Mega Churches Have Priority: Children Can Starve

According to the ministry organization, "Feed My Starving Children", it only costs about $55 a year to save the life of a starving child. And, based on their statistics, between five and six million children die from starvation each year throughout the world.

In the midst of these sobering numbers, we find the appalling truth regarding the finances of the Christian Church in America. According to statistics from "The Yearbook of American and Canadian Churches" and "The National Center for Charitable Statistics", Christian churches and ministries in America have a total annual income from donations of approximately eighty billion dollars.

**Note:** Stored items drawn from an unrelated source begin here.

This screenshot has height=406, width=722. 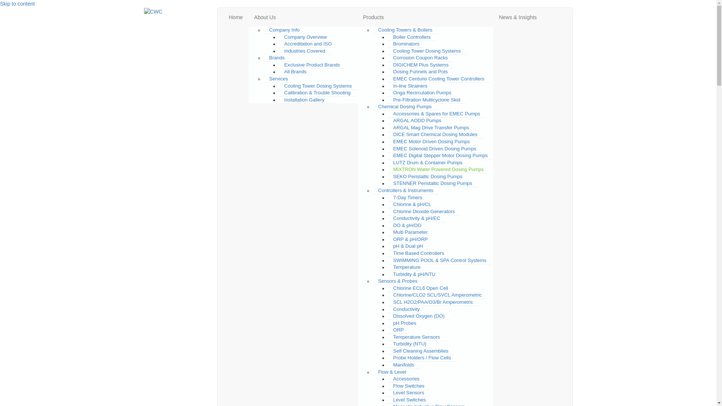 What do you see at coordinates (441, 156) in the screenshot?
I see `EMEC Digital Stepper Motor Dosing Pumps` at bounding box center [441, 156].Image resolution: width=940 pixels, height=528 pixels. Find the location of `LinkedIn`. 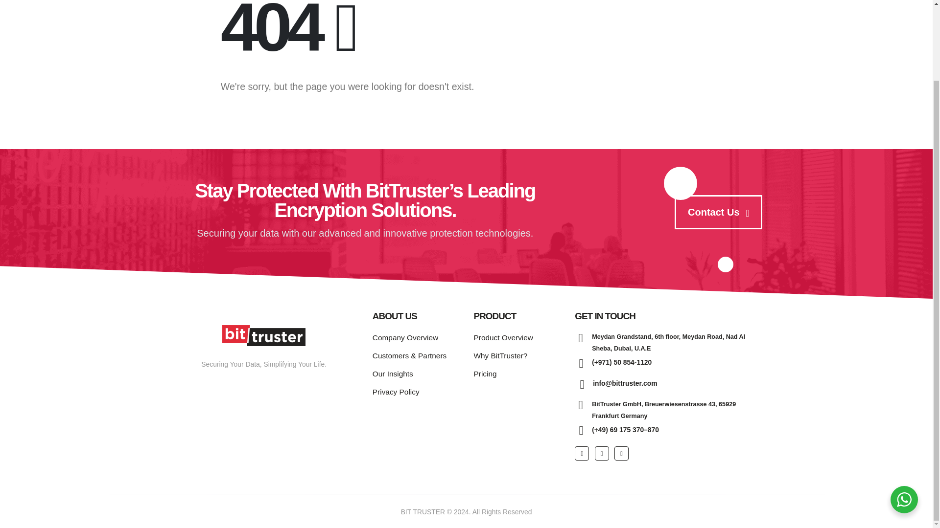

LinkedIn is located at coordinates (621, 453).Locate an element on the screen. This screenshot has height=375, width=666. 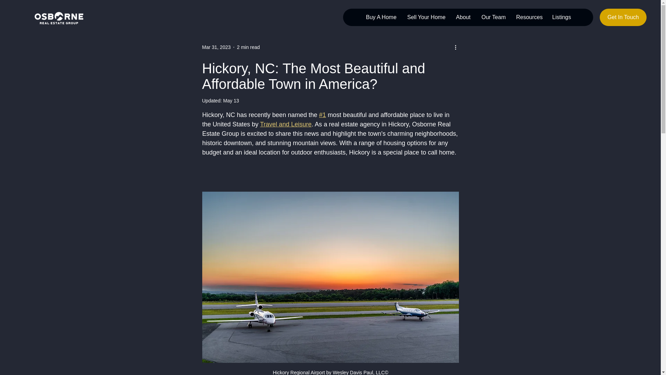
Resources is located at coordinates (528, 17).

How are American churches and ministries spending their massive income? They have acquired hard assets of prime real estate and luxurious buildings totaling in the hundreds of billions of dollars. They frequently are paying their ministers six-figure salaries, and in some cases seven figures. Their elaborate mega churches are filled with expensive and luxurious furnishings and state-of-the-art equipment. Some preachers fly to their meetings in their own personal private jets costing millions of dollars each. By comparison, the actual amount spent on "true ministry" to people in need is only a minute percentage of their total income.
Mega Churches Have Priority: Children Can Starve


If America's Christian churches and ministries gave only ten percent of their total annual income to save starving children throughout the world, and to house America's homeless population, every starving child worldwide could be fed three meals a day throughout the year; moreover, within just two years, 4000 new homeless shelters could be built across America with the capacity to house every homeless person in our nation. Now I ask you, what would Jesus do? He said that the true test of discipleship is whether we feed the hungry, clothe the naked, and minister in general to those in need (Matthew 25:31-46). Jesus values starving children and homeless people more than expensive buildings and "fat-cat" salaries.

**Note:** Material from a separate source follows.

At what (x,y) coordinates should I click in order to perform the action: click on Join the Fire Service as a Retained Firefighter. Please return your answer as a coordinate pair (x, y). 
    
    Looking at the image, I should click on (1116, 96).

America's selfish and materialistic churches try to justify their lavish, self-pampering expenditures by comparing each of their church buildings to the luxurious temple in Old Testament Israel. However, their comparison is both unbiblical and dishonest. There was only "one temple" in all of Israel, and only the priests could enter it. It was not a place where the people "went to church" each week. On the other hand, there were numerous synagogues throughout Israel where the people attended on a weekly basis. These synagogues were quite "commonplace", and were not expensive and luxurious structures. They would be the equivalent of our churches today, and not the temple. Furthermore, the temple housed the "Shekinah Glory", "Ark of the Covenant", mercy seat and the Ten Commandments written by God Himself on tablets of stone. To compare our churches in America to the temple is both dishonest and ridiculous. As previously mentioned, there was only one temple in all of Israel. However, America's selfish and worldly churches are building thousands of "temples" throughout our nation, while the commonplace synagogues/churches are vanishing from our landscape.

The truth of the matter is that contemporary churches do not really want to be "like" the temple. They just want to compare themselves to the temple in "one aspect". They only use this comparison when it comes to justifying their luxurious and expensive buildings. They don't want to actually "operate" like the temple. What do I mean? If today's mega churches want to "truly" compare themselves to the temple, the first thing they must do is close down all of their coffee shops, arcade rooms, restaurants and bookstores. Why? Jesus cast the "moneychangers" and those who bought and sold merchandise out of the temple, and He said that we are not to make His Father's house into a "house of merchandise" (Matthew 21:12; John 2:16). However, don't expect to see America's mega churches close down their profitable business enterprises that they operate in their "temples". You see, they only want to compare themselves to the temple when it comes to the enormous expense and luxury of their mega churches, not when it comes to operating them in a similar manner regarding sanctity and reverence.

Christian ministers and their congregations are fully aware that millions of children die from starvation every year. Yet, they willfully allow these children to starve to death, and they consciously choose to spend their money on their ornate buildings and self-pampering furnishings and equipment instead. It is certainly a glaring contradiction that these same ministers and their parishioners will fight to save the life of unborn children, while they purposefully choose to allow millions of "already born" children to slowly and painfully die from starvation. I am also pro-life, but what is being done by Christian churches and ministries in America is unconscionable and mind boggling.